President Biden Must Uphold Promise to Waive COVID-19 Vaccine Patents




AHF calls on the United States President Joseph Biden to direct U.S. government representatives to vote in favor of temporarily waiving or suspending all COVID-19 vaccine patents at the upcoming World Trade Organization (WTO) General Council meeting this week. A vote by the U.S. and other wealthy nations against the waiver could mean millions more avoidable deaths, prolongation of the pandemic and a risk of new, more dangerous variants of the virus arising across the world.

“The answer is yes – yes, yes, yes,” those were the words President Biden used when activist Ady Barkan asked him in a video appeal if the United States would share COVID-19 vaccine technology with the world and ensure that no patents would stand in the way of countries and companies mass producing lifesaving vaccines. On May 5, 2021 – Mr. Biden has the chance to make good on his promise.

“Time is ticking for the world – the longer high-income countries like the U.S., U.K., Canada and European Union continue to listen to Bill Gates and block access to vaccine technology via the WTO, deadly virus strains gain strength and continue to spread globally,” said AHF President Michael Weinstein. “If we’re to stamp out COVID-19, vaccine production must be ramped up – and the only way for that to happen is for pharmaceutical companies to be mandated to put lives over profits. If there was ever a time for wealthy nations to do what is right – that time is now.”

For COVID-19 vaccine patents to be temporarily waived or suspended, all of the WTO’s 164 members (of which the majority are developing countries) must be in agreement. As of late April, 890 million vaccine doses had been administered worldwide – 81% were given in wealthy countries – and low-income countries received only 0.3%, according to the World Health Organization.

Contrary to what pharmaceutical companies would like the public to believe, taxpayers have funded the vast majority of existing COVID-19 innovation. Additionally, Jeffrey Sachs writes that patent waivers “could be carefully designed and targeted” and “should be temporary, say for five years.” At the start of the AIDS pandemic, the world waited more than 10 years to get access to patents for antiretroviral medicines to treat HIV – we cannot afford to make the same mistake with COVID-19 today.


TASK DESCRIPTION:
Please output all the entries word for word, without the pictures.

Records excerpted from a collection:
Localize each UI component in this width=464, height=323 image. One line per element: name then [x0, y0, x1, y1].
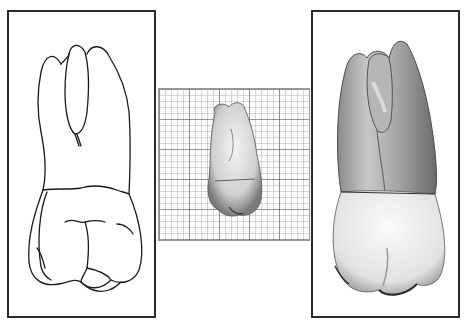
- tooth-photo-small: [159, 89, 311, 242]
- enlarged-photo-panel: [311, 10, 460, 318]
- graph-paper-panel: [158, 88, 310, 241]
- tooth-line-drawing: [9, 12, 158, 320]
- line-drawing-panel: [7, 10, 156, 318]
- tooth-photo-enlarged: [313, 12, 462, 320]
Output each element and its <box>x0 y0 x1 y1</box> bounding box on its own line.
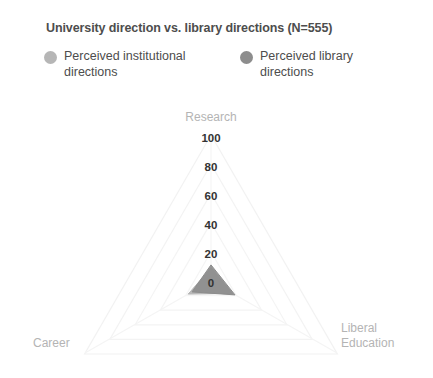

ANSWER BOX:
Localize each UI component in this width=464, height=323 image. One line per element: name then [x0, y0, x1, y1].
- tooth-photo-small: [159, 89, 311, 242]
- enlarged-photo-panel: [311, 10, 460, 318]
- graph-paper-panel: [158, 88, 310, 241]
- tooth-line-drawing: [9, 12, 158, 320]
- line-drawing-panel: [7, 10, 156, 318]
- tooth-photo-enlarged: [313, 12, 462, 320]
Output each element and its <box>x0 y0 x1 y1</box> bounding box on its own line.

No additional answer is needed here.